A wave of layoffs has apparently hit the video game studio Telltale Games, responsible for popular branching-narrative games based on the Walking Dead franchise. According to online reports, those affected by the layoffs have alleged that the studio is either shutting down entirely or staying afloat as a meager skeleton crew, ahead of The Walking Dead: The Telltale Series' final season launch throughout this fall.
On Friday, independent reporter Andrea Ayres
posted an allegation that the studio had shut down, based on feedback from a game-development Facebook community that simply said, "Telltale Games is closing their doors." Shortly afterward, Telltale narrative designer Emily Grace Buck
confirmed that she does "not have a job anymore" and added that she was looking for job opening information for "a lot of other amazing people I love dearly."
After
Gamasutra reported on the story by saying Telltale was "closing its doors,"
The Verge followed up to indicate that a team of 25 staffers will remain on board—perhaps to usher the company's remaining Walking Dead episodes to launch. USGamer separately
reports that a new game in Telltale's The Wolf Among Us series, and a previously announced series based on the Netflix show Stranger Things, have been canceled.

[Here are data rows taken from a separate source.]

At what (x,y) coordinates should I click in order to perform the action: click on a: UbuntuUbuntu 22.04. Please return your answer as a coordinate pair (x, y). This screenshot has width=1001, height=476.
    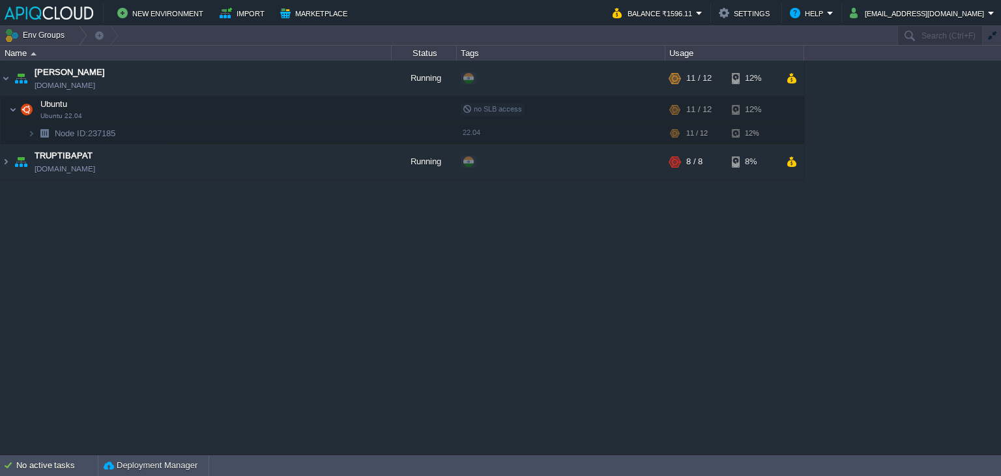
    Looking at the image, I should click on (54, 104).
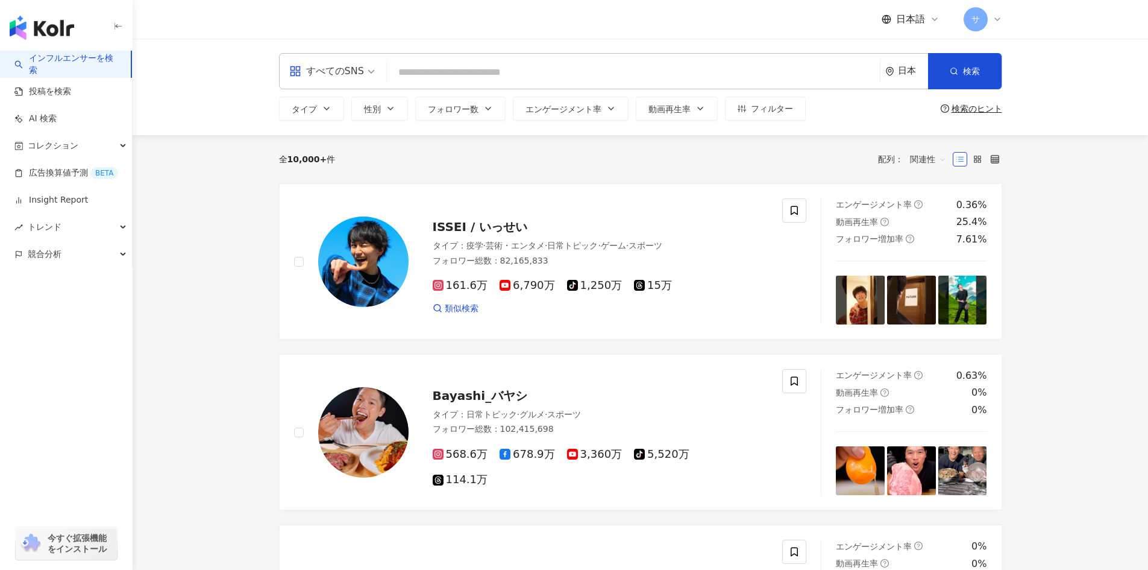  Describe the element at coordinates (66, 543) in the screenshot. I see `a: chrome extension今すぐ拡張機能をインストール` at that location.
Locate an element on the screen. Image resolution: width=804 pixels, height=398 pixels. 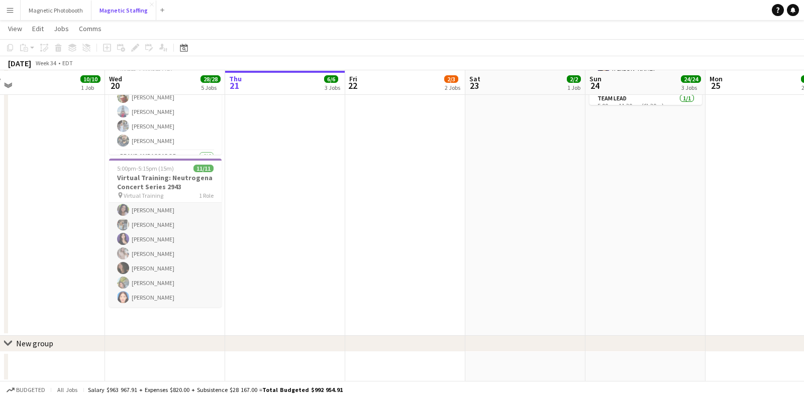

Shortly after these stories went live,
Forbes reporter Joe Parlock offered his own synthesis of today's Telltale news as follows. The studio's remaining crew of roughly 25 staffers will stay on board until this final season of The Walking Dead is complete, at which point the studio will shutter due to "bankruptcy." This will affect the studio's recent push into publishing other studios' games, Parlock writes. Part of the company's financial trouble, he says, is due to the previously unannounced news that the studio's deal with Netflix (and thus the Stranger Things license) fell through earlier this year.
https://arstechnica.com/gaming/2018...wave-of-layoffs-cancels-stranger-things-game/
It's sad to see another developer going bankrupt.